As a young child, I remember repeatedly harassing my parents with question after question about sex. Their answers changed over time, becoming more specific and elaborate as I grew more mature and inquisitive. By the time I was eleven, budding with my own sexual feelings, curious about true love, and frustrated with technical sounding sperm and egg explanations, I pressed them for more information about the act itself. The woman lies on her back with her legs in the air and arms open, and the man lies on top of her.... Although my parents continued talking, I heard only an occasional word after this opening line. I was stunned. The image that formed in my mind was of dead bugs on the sidewalk lying with their feet in the air, tangled together, and parched by the sun. My first explicit sexual image was a major disappointment. Why would anyone want to share an experience like that with someone they love?

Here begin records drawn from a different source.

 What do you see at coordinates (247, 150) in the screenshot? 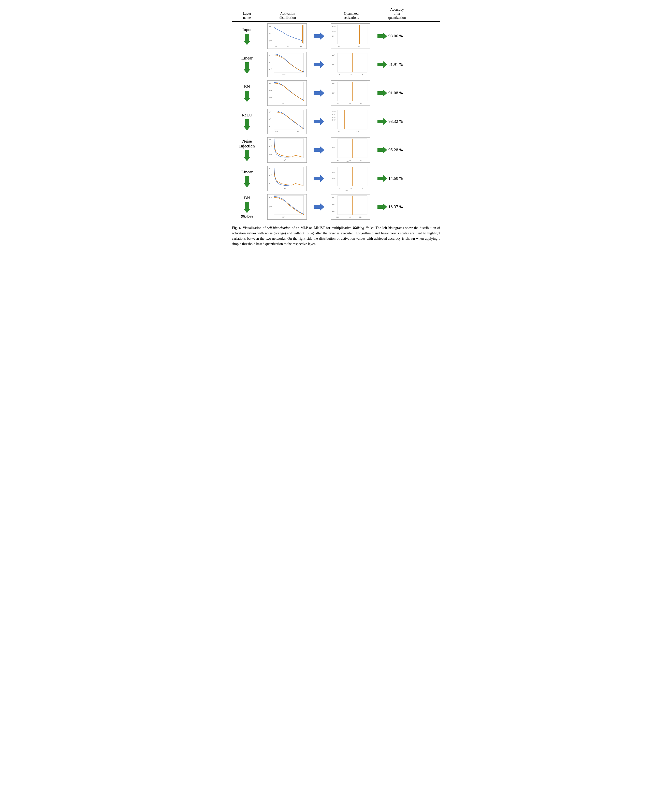
I see `layer-name-noise: Noise Injection` at bounding box center [247, 150].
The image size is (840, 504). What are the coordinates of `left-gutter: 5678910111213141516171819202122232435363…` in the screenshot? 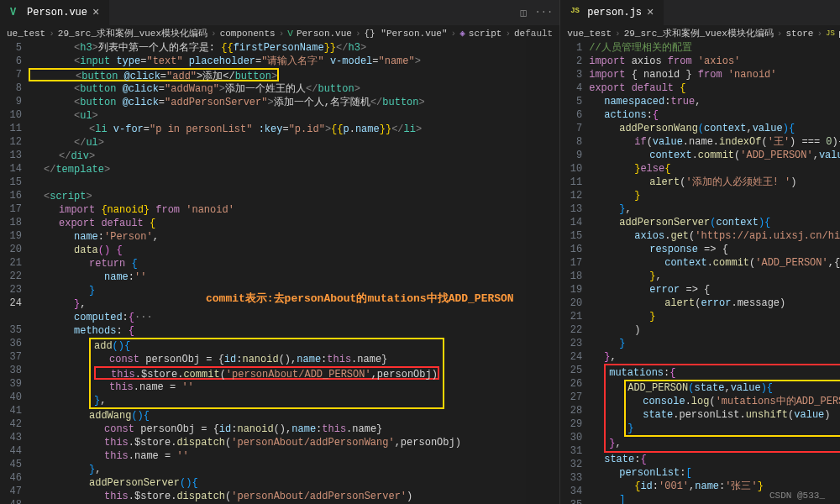 It's located at (14, 272).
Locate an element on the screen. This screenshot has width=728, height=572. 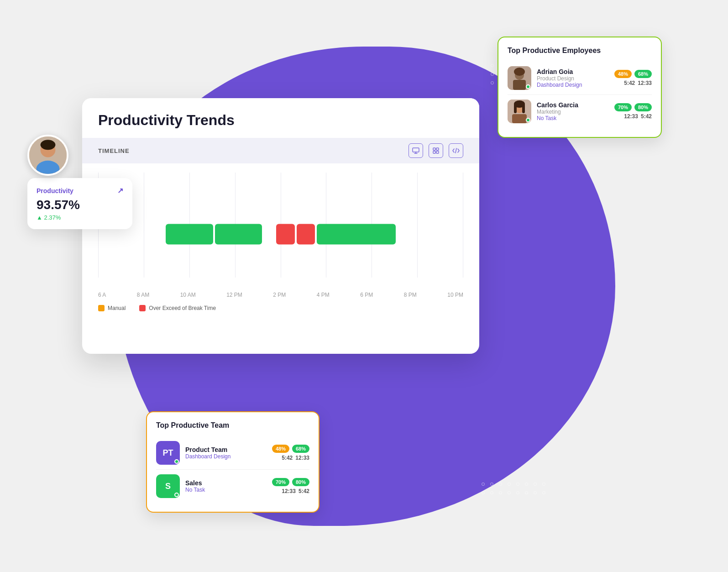
stat-time-1b: 12:33 is located at coordinates (644, 83).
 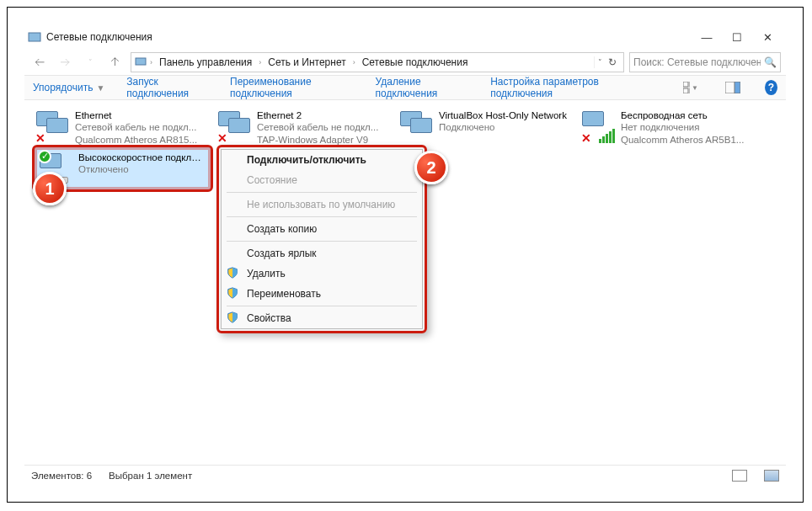 What do you see at coordinates (405, 37) in the screenshot?
I see `titlebar: Сетевые подключения — ☐ ✕` at bounding box center [405, 37].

For each of us, our concept of sexual love has been shaped over many years by the sexual images permitted and promoted in our culture. Today, its hard not to find images of sex in our society. Since the dawn of the sexual revolution in the 1960s, we have stripped away the old, puritanical restrictions that once made sex a taboo subject. Erotic images are woven so extensively into every aspect of our culture that they leap out at us when we open a magazine, turn on the television set, settle back in a movie theater, or pass a billboard on the freeway. It is sad and ironic that while our sexually obsessed culture feeds us a steady stream of arousing sexual images, many of us feel starved when it comes to understanding or sharing sexual love.